Convert any percentage, GPA, or CGPA to the German 1–6 grade with the official Bavarian formula — full working, band table & reverse mode.

Common for Indian & many international marksheets

German grade (Modified Bavarian Formula)

1.9

gut (good)

Formula: x = 1 + 3 × (Nmax − Nd) ÷ (Nmax − Nmin)

x = 1 + 3 × (100 − 85) ÷ (100 − 50)

x = 1 + 3 × 15.00 ÷ 50.00 = 1.90

Rounded: 1.9 → gut (good)

German gradeMeaningEnglish≈ ECTS
1.01.5sehr gutvery goodA
1.62.5gutgoodB
2.63.5befriedigendsatisfactoryC
3.64.0ausreichendsufficient (pass)D–E
4.16.0nicht ausreichendfailF

⚠️ Universities apply the Bavarian formula with their own Nmax/Nmin choices and may round differently — treat this as a strong estimate and always check the target university's own conversion (or uni-assist) for admissions.

🇩🇪The formula German universities actually use

Applying to a German university with foreign grades? Admissions offices convert your marks with the Modifizierte Bayerische Formel (Modified Bavarian Formula) — the standard set by the KMK and used by uni-assist and universities across Germany. This calculator applies exactly that formula, shows the full working, and maps your result onto the German 1–6 scale where 1.0 is the best and 4.0 is the last passing grade.

🧮How the conversion works

x = 1 + 3 × (Nmax − Nd) ÷ (Nmax − Nmin)

Nmax is the best possible mark in your system, Nmin the minimum pass mark, and Nd your actual mark. The formula linearly stretches your position between pass and perfect onto the German 1.0–4.0 band.

Indian marksheet: 85% where 100 is maximum and 50 is pass → x = 1 + 3 × (100 − 85) ÷ (100 − 50) = 1.9 — “gut”. The same 85% with a 40% pass mark gives 1.75 — the pass mark matters, which is why this tool lets you set it.

💡Reading your German grade

  • 1.0–1.5 sehr gut (very good) — competitive for restricted (NC) programmes like medicine.
  • 1.6–2.5 gut (good) — a strong grade; most master's programmes ask for 2.5 or better.
  • 2.6–3.5 befriedigend (satisfactory) — admissible to many programmes, check requirements.
  • 3.6–4.0 ausreichend (sufficient) — a pass; 4.0 is the famous 'Vier gewinnt' threshold.
  • Lower is better in Germany — a 1.3 beats a 2.0. Yes, it surprises everyone at first.

⚠️Before you submit an application

Universities choose their own Nmax/Nmin interpretation of foreign scales, and some convert subject-by-subject rather than from the overall average. Use this tool to know where you stand and whether a programme's cut-off (NC) is realistic — then let uni-assist or the university's own office produce the binding number.

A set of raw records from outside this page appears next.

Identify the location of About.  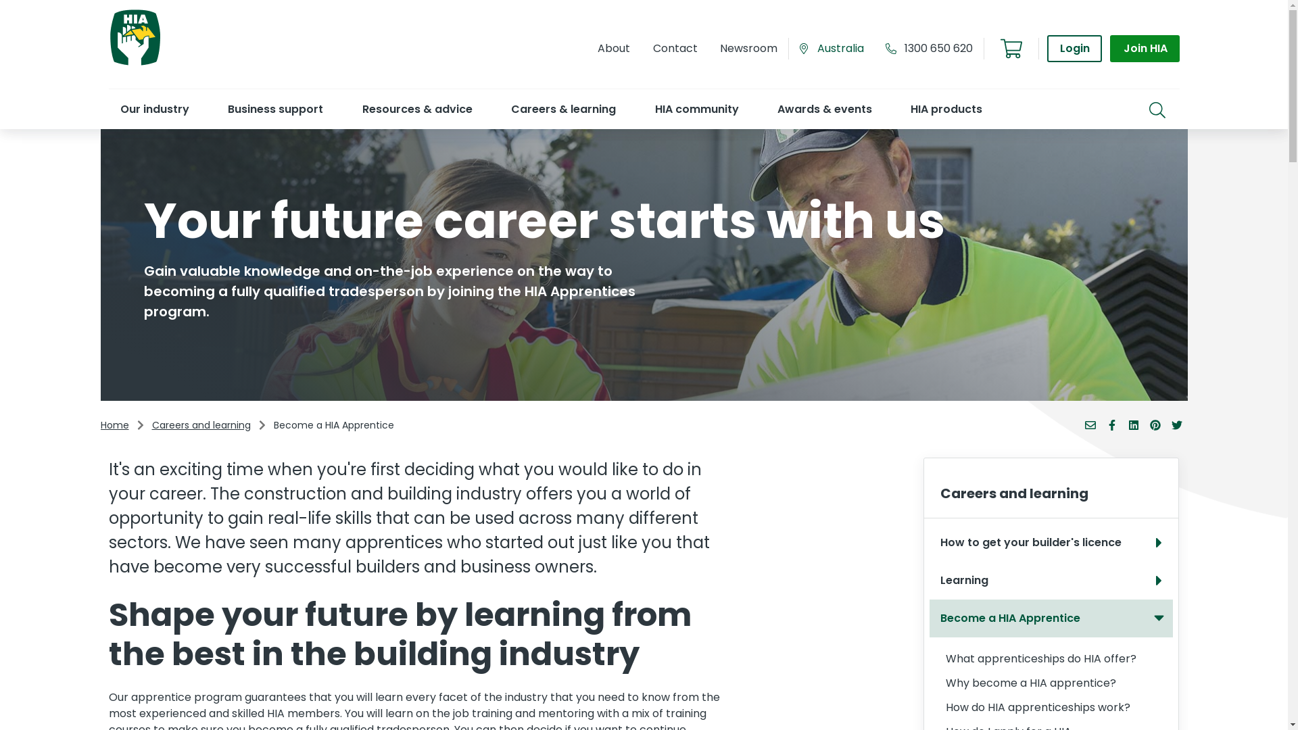
(614, 49).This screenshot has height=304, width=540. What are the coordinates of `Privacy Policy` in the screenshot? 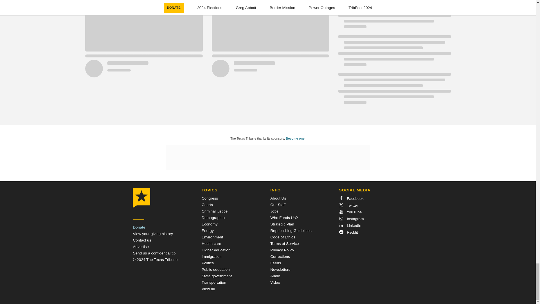 It's located at (282, 250). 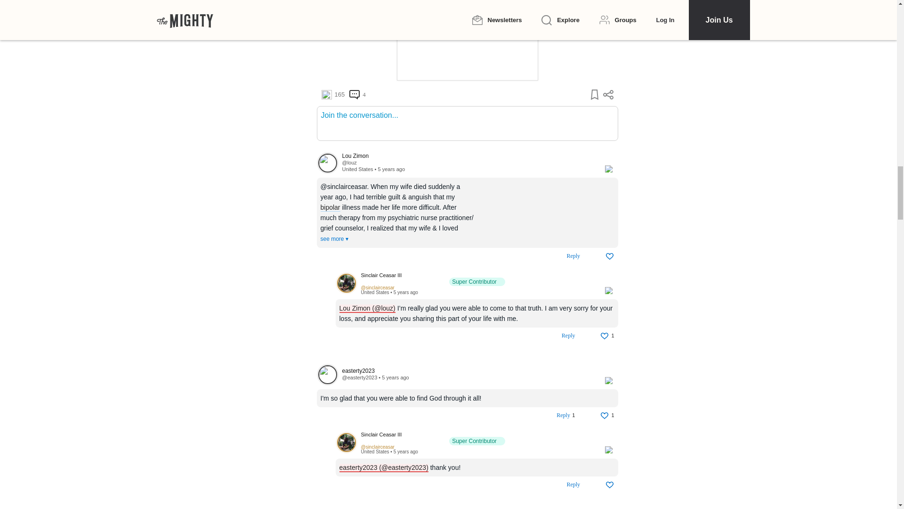 I want to click on View their profile, so click(x=327, y=163).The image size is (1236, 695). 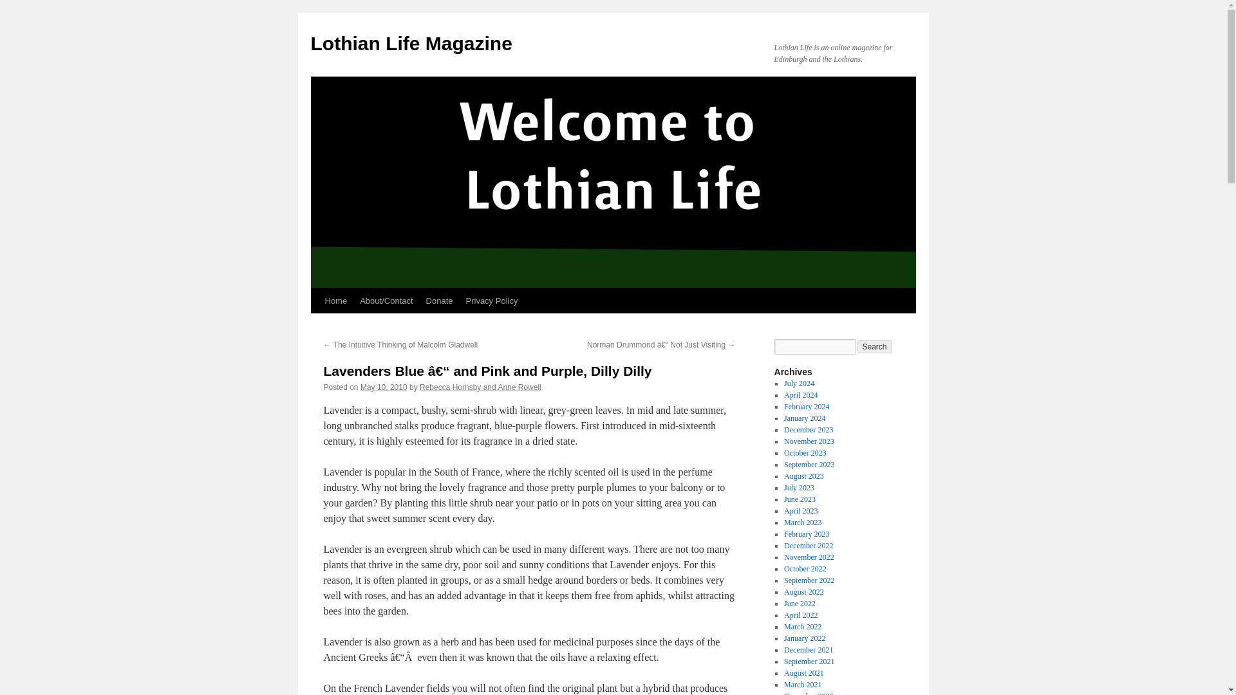 What do you see at coordinates (803, 476) in the screenshot?
I see `August 2023` at bounding box center [803, 476].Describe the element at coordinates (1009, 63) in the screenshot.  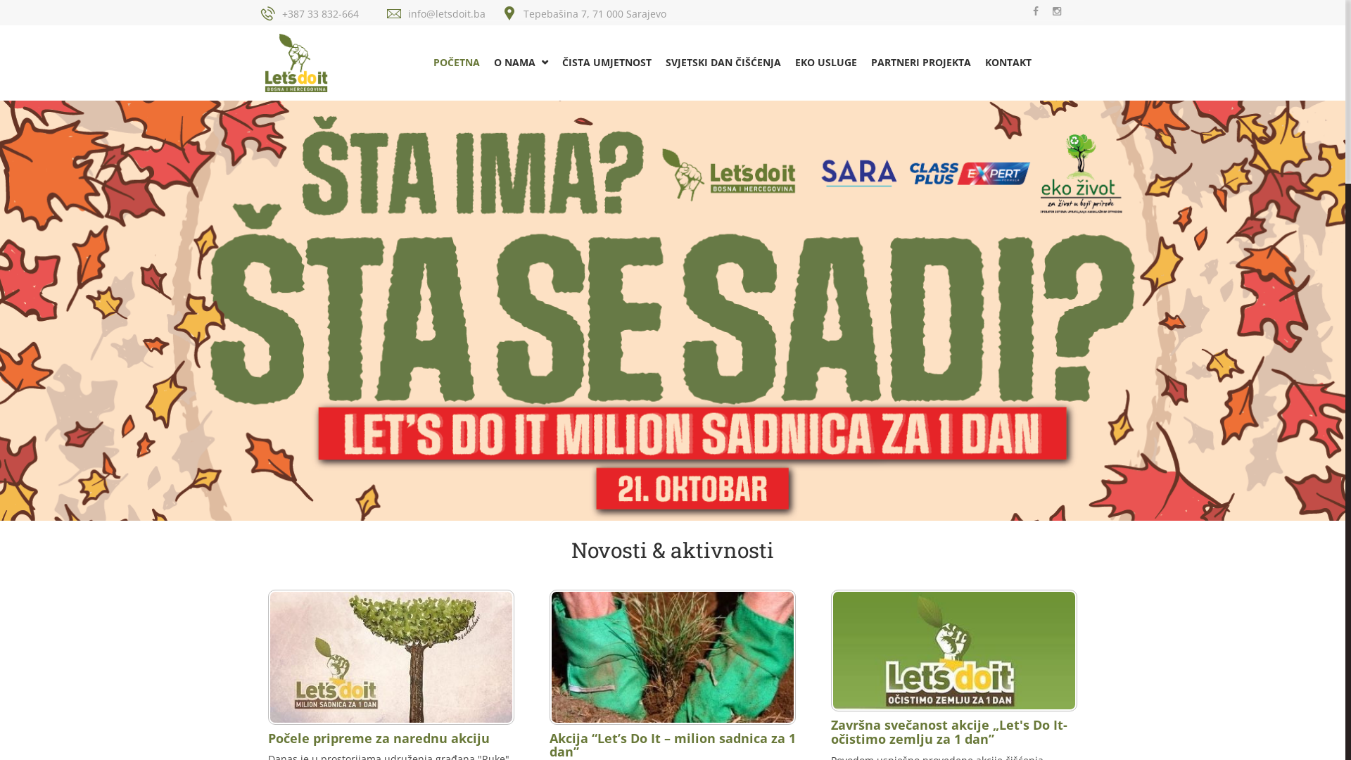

💡 Frequently Asked Questions

What is the Modified Bavarian Formula?+

The official German method for converting foreign grades: x = 1 + 3 × (Nmax − Nd) ÷ (Nmax − Nmin), where Nmax is the best possible grade, Nmin the pass mark, and Nd your grade. The result lands on Germany's 1.0 (best) to 4.0 (pass) scale. It's used by uni-assist and virtually all German universities.

Is a German grade of 2.5 good?+

Yes — 2.5 sits at the boundary of 'gut' (good) and is the typical admission requirement for many master's programmes. Grades of 1.x are excellent and needed for highly restricted courses. Remember the scale is inverted: lower numbers are better.

What percentage do I need for a German 1.0?+

A 1.0 requires scoring at (or above) your system's maximum in the formula — with a 100-max/50-pass scale, exactly 100%. A 90% converts to 1.6, and 95% to 1.3. Try your own numbers in the calculator to see the working.

Why does the pass mark (Nmin) change my result?+

The formula measures where you stand between pass and perfect. If pass is 50%, an 85% is 70% of the way up that range (grade 1.9); if pass is 40%, the same 85% is 75% of the way (grade 1.75). Always use the actual pass mark printed in your grading system.